Bernie Berates Fox Reporter for Asking about Proposed 4-Day Work Week

'I can yell as loud as you...'

(Headline USA) Sen. Bernie Sanders, I-Vt., lashed out at a Fox Business reporter who questioned him about a proposal to cut the work week by an entire business day while forcing companies to pay the difference.

“I can yell as loud as you,” Sanders said, while repeatedly interrupting correspondent Hillary Vaughn.

It came after Sanders had previously spouted several socialist talking points about how “billionaires have got to start paying their fair share of taxes,” despite the fact that the proposal would dispropotionately devastate small businesses.

Sanders introduced the bill this week, titled the Thirty-Two Hour Workweek Act, which which would require employers to offer their employees a four-day work week with no loss of pay.

It would effectively reduce the standard work week from 40 hours to 32 hours over four years by lowering the threshold of overtime pay for employees.

It would also limit employers’ ability to use overtime by requiring overtime compensation at time and a half for work days longer than eight hours, and double a worker’s regular pay for work days longer than 12 hours.

The legislation would also prevent employers from using the shorter work week to reduce workers’ pay and benefits.

In a statement, Sanders claimed a shorter work week with no loss of pay was “not a radical idea,” according to NBC News.

American workers are “over 400% more productive than they were in the 1940s,” he explained. “And yet, millions of Americans are working longer hours for lower wages than they were decades ago. That has got to change.”

He went on to predict that artificial intelligence would further justify reduced working hours for millions of Americans.

“The financial gains from the major advancements in artificial intelligence, automation, and new technology must benefit the working class, not just corporate CEOs and wealthy stockholders on Wall Street,” Sanders said.

“It is time to reduce the stress level in our country and allow Americans to enjoy a better quality of life,” he continued. “It is time for a 32-hour workweek with no loss in pay.”

Sanders argued that several European countries had already reduced their work hours.
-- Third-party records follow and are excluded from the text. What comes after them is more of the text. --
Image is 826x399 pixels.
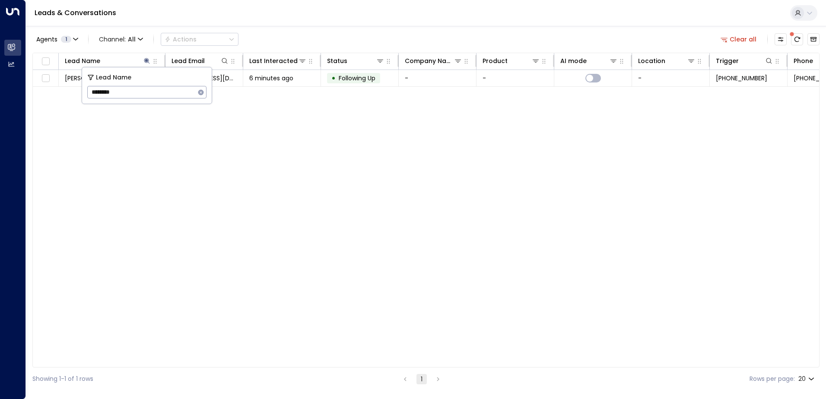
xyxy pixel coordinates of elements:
[327,56,347,66] div: Status
[40,56,51,67] span: Toggle select all
[716,56,739,66] div: Trigger
[416,374,427,384] button: page 1
[65,74,112,82] span: Anne Gouldsworthy
[749,374,795,384] label: Rows per page:
[331,71,336,86] div: •
[716,56,773,66] div: Trigger
[405,56,454,66] div: Company Name
[560,56,587,66] div: AI mode
[65,56,100,66] div: Lead Name
[638,56,695,66] div: Location
[482,56,508,66] div: Product
[128,36,136,43] span: All
[400,374,444,384] nav: pagination navigation
[249,74,293,82] span: 6 minutes ago
[399,70,476,86] td: -
[793,56,813,66] div: Phone
[632,70,710,86] td: -
[65,56,151,66] div: Lead Name
[249,56,307,66] div: Last Interacted
[327,56,384,66] div: Status
[36,36,57,42] span: Agents
[161,33,238,46] button: Actions
[791,33,803,45] span: There are new threads available. Refresh the grid to view the latest updates.
[717,33,760,45] button: Clear all
[807,33,819,45] button: Archived Leads
[171,56,205,66] div: Lead Email
[95,33,146,45] span: Channel:
[40,73,51,84] span: Toggle select row
[774,33,787,45] button: Customize
[35,8,116,18] a: Leads & Conversations
[249,56,298,66] div: Last Interacted
[95,33,146,45] button: Channel:All
[171,56,229,66] div: Lead Email
[405,56,462,66] div: Company Name
[165,35,197,43] div: Actions
[96,73,131,82] span: Lead Name
[560,56,618,66] div: AI mode
[32,374,93,384] div: Showing 1-1 of 1 rows
[61,36,71,43] span: 1
[339,74,375,82] span: Following Up
[798,373,816,385] div: 20
[638,56,665,66] div: Location
[476,70,554,86] td: -
[482,56,540,66] div: Product
[32,33,81,45] button: Agents1
[716,74,767,82] span: +447885912752
[161,33,238,46] div: Button group with a nested menu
France, for example, has a 35-hour work week, and Norway and Denmark have 37-hour work weeks.

Critics, however, warned that many companies would not be able to afford to keep paying employees their current rates if they are producing less.
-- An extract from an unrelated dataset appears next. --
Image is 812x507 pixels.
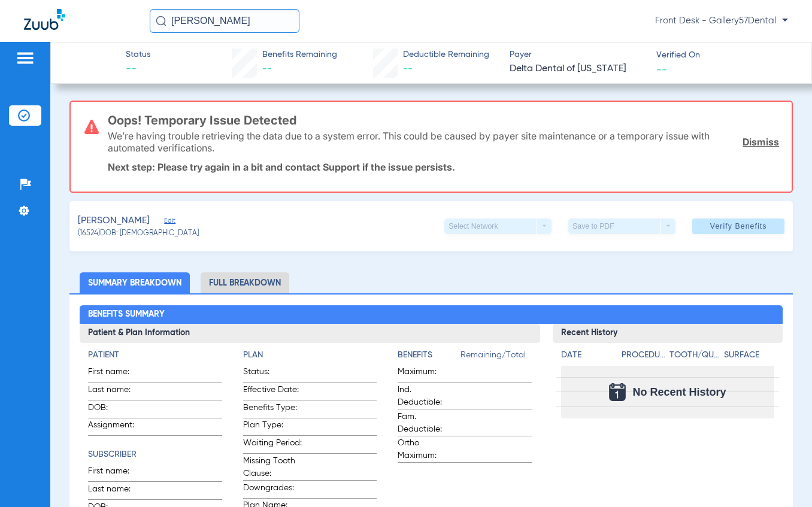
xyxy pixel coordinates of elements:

“We have a balance. We don’t have people as they do in China working 80 hours a week, but we have that balance—this disrupts that balance,” said Sen. Bill Cassidy, R-La., said, referring to the bill.

“And we won’t maintain the status of being the world’s wealthiest nation if we kneecap the American economy with something which purports to be good for the American worker, but indeed will lead to offshoring of jobs seeking for a lower-cost labor force.”

Even if technology reaches the point of supplanting workers, some fear there may be unintended consequences, warning that the increased reliance on machines will eliminate individual autonomy, resulting in a sort of serfdom, in which a large portion of society is dependent upon a smaller elite ruling class where all the wealth and means of production are centralized, either by the government or by wealthy corporations.